The following actions are available:
add-comment][action-add-comment]add-standard-comment][action-add-standard-comment]add-soy-comment][action-add-soy-comment]create-version-from-property][action-create-version-from-property]log-event][action-log-event]Further actions may be provided by its-storyboard.
The add-comment action adds the given parameters as comment to any associated rule.
So for example
action = add-comment This is a sample command
would add a comment “This is a sample command” to associated issues.
If no parameters are given, no comment gets added.
The add-standard-comment action adds predefined comments to associated issues for change abandoned, merged, restored, and patch set created events. For other events, no comment is added to the associated issues.

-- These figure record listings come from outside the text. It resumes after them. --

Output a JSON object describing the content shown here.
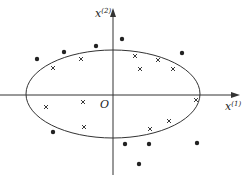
{
  "diagram": {
    "axes": {
      "x_label": "x",
      "x_sup": "(1)",
      "y_label": "x",
      "y_sup": "(2)",
      "origin_label": "O"
    },
    "ellipse": {
      "cx": 113,
      "cy": 94,
      "rx": 87,
      "ry": 44
    },
    "dots": [
      [
        37,
        59
      ],
      [
        64,
        52
      ],
      [
        96,
        46
      ],
      [
        122,
        39
      ],
      [
        182,
        53
      ],
      [
        53,
        132
      ],
      [
        125,
        144
      ],
      [
        149,
        144
      ],
      [
        197,
        143
      ],
      [
        139,
        164
      ]
    ],
    "crosses": [
      [
        53,
        68
      ],
      [
        81,
        59
      ],
      [
        135,
        56
      ],
      [
        158,
        60
      ],
      [
        140,
        69
      ],
      [
        173,
        69
      ],
      [
        196,
        100
      ],
      [
        46,
        107
      ],
      [
        83,
        102
      ],
      [
        84,
        127
      ],
      [
        150,
        129
      ],
      [
        169,
        121
      ]
    ],
    "colors": {
      "ink": "#222222",
      "background": "#ffffff"
    }
  }
}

The added comments contain the person responsible for the event (abandoner, merger, …), the change’s subject, a reason (if one has been given), and a link to the change.
The add-soy-comment action renders a Closure template (soy) for the event and adds the output as comment to any associated issue.
So for example
action = add-soy-comment TemplateName
would render the template etc/its/templates/TemplateName.soy add the output as comment to associated issues.

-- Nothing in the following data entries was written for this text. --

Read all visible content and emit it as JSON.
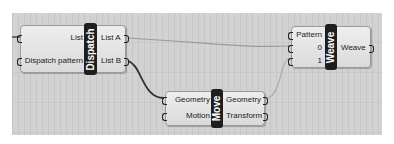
{
  "canvas": {
    "background": "#d2d2d2",
    "components": {
      "dispatch": {
        "title": "Dispatch",
        "inputs": [
          "List",
          "Dispatch pattern"
        ],
        "outputs": [
          "List A",
          "List B"
        ]
      },
      "move": {
        "title": "Move",
        "inputs": [
          "Geometry",
          "Motion"
        ],
        "outputs": [
          "Geometry",
          "Transform"
        ]
      },
      "weave": {
        "title": "Weave",
        "inputs": [
          "Pattern",
          "0",
          "1"
        ],
        "outputs": [
          "Weave"
        ]
      }
    },
    "wires": [
      {
        "from": "dispatch.List A",
        "to": "weave.0"
      },
      {
        "from": "dispatch.List B",
        "to": "move.Geometry"
      },
      {
        "from": "move.Geometry",
        "to": "weave.1"
      }
    ]
  }
}
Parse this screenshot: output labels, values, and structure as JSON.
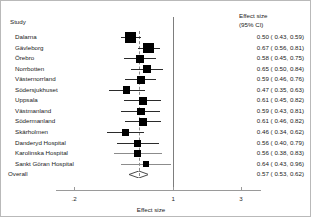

example for what the soy template will look like (note @param is required with correct variables.)
{namespace etc.its.templates}
{template TemplateName kind="text"}
{@param changeNumber: string}
{@param formatChangeUrl: string}
Comment for change {$changeNumber} added. See {$formatChangeUrl}
{/template}
Any [property][event-properties] of the event may be used from templates. So for example $subject in the above example refers to the event’s subject property, and $changeNumber would refer to the change’s number.
The add-property-to-field action adds an event property value to an ITS designated field.

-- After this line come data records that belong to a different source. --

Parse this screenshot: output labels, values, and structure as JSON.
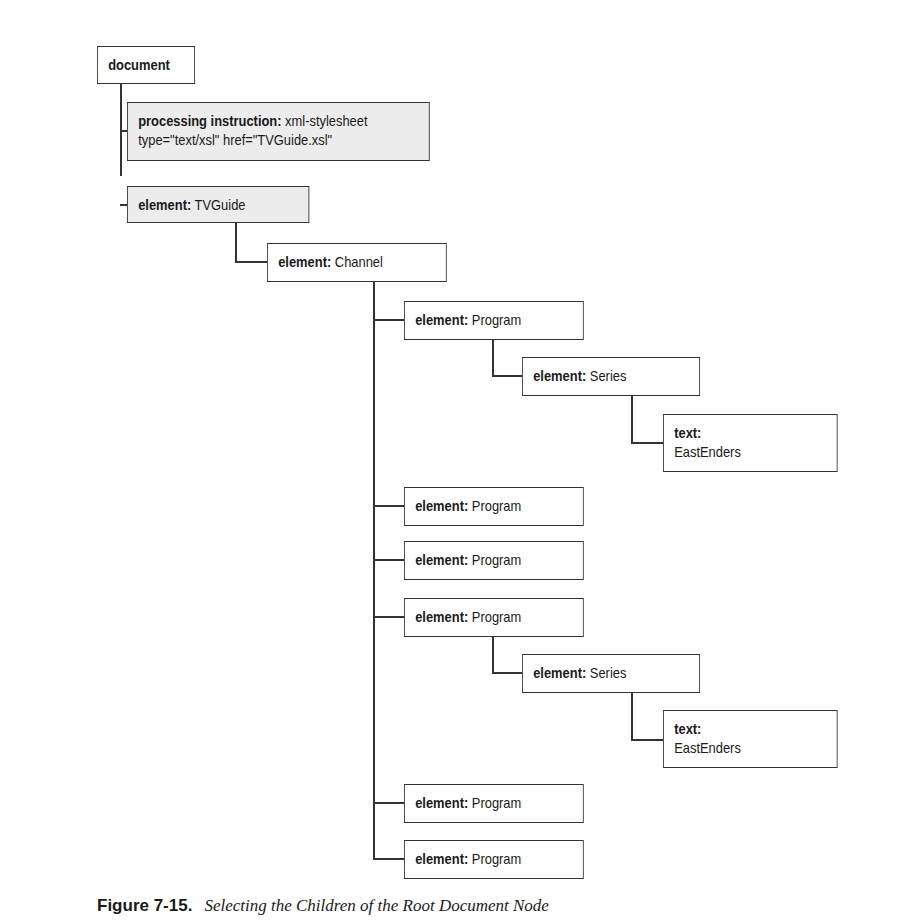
{
  "diagram": {
    "type": "tree",
    "nodes": {
      "document": {
        "kind": "document",
        "label": ""
      },
      "pi": {
        "kind": "processing instruction:",
        "label": " xml-stylesheet",
        "line2": "type=\"text/xsl\" href=\"TVGuide.xsl\"",
        "highlighted": true
      },
      "tvguide": {
        "kind": "element:",
        "label": " TVGuide",
        "highlighted": true
      },
      "channel": {
        "kind": "element:",
        "label": " Channel"
      },
      "program1": {
        "kind": "element:",
        "label": " Program"
      },
      "series1": {
        "kind": "element:",
        "label": " Series"
      },
      "text1": {
        "kind": "text:",
        "label": "EastEnders"
      },
      "program2": {
        "kind": "element:",
        "label": " Program"
      },
      "program3": {
        "kind": "element:",
        "label": " Program"
      },
      "program4": {
        "kind": "element:",
        "label": " Program"
      },
      "series2": {
        "kind": "element:",
        "label": " Series"
      },
      "text2": {
        "kind": "text:",
        "label": "EastEnders"
      },
      "program5": {
        "kind": "element:",
        "label": " Program"
      },
      "program6": {
        "kind": "element:",
        "label": " Program"
      }
    },
    "edges": [
      [
        "document",
        "pi"
      ],
      [
        "document",
        "tvguide"
      ],
      [
        "tvguide",
        "channel"
      ],
      [
        "channel",
        "program1"
      ],
      [
        "program1",
        "series1"
      ],
      [
        "series1",
        "text1"
      ],
      [
        "channel",
        "program2"
      ],
      [
        "channel",
        "program3"
      ],
      [
        "channel",
        "program4"
      ],
      [
        "program4",
        "series2"
      ],
      [
        "series2",
        "text2"
      ],
      [
        "channel",
        "program5"
      ],
      [
        "channel",
        "program6"
      ]
    ],
    "colors": {
      "line": "#333333",
      "highlight_fill": "#ececec",
      "fill": "#ffffff"
    }
  },
  "caption": {
    "figure_label": "Figure 7-15.",
    "title": "Selecting the Children of the Root Document Node"
  }
}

The field is expected to be able to hold multiple values. The ITS field value deduplication depends on the its implementation.
Example with the event property branch and a field identified as labels:
action = add-property-to-field branch labels
The create-version-from-property action creates a version in the ITS project by using an event property value as the version value.
This is useful when you want to create a new version in the ITS when a tag is created in the Gerrit project.
Example with the event property ref:
action = create-version-from-property ref
The fire-event-on-commits action start by collecting commits using a collector then fire the event on each collected commit.
This is useful when you want to trigger rules on a multiple past commits.
Available collectors are:
since-last-tag: Collects all commits between the current ref and previous tagTo avoid to trigger issue actions twice for the same event, you should condition your rule on the event property source.
Example:
action = fire-event-on-commits since-last-tag
The log-event action appends the event’s properties to Gerrit’s log.
Logging happens at the info level per default, but can be overriden by adding the desired log level as parameter. Supported values are error, warn, info, and debug). So for example
action = log-event error
appends the event’s properties to Gerrit’s log at error level. All other parameters are ignored.
This action is useful, when testing rules or trying to refine conditions on rules, as it make the available properties visible.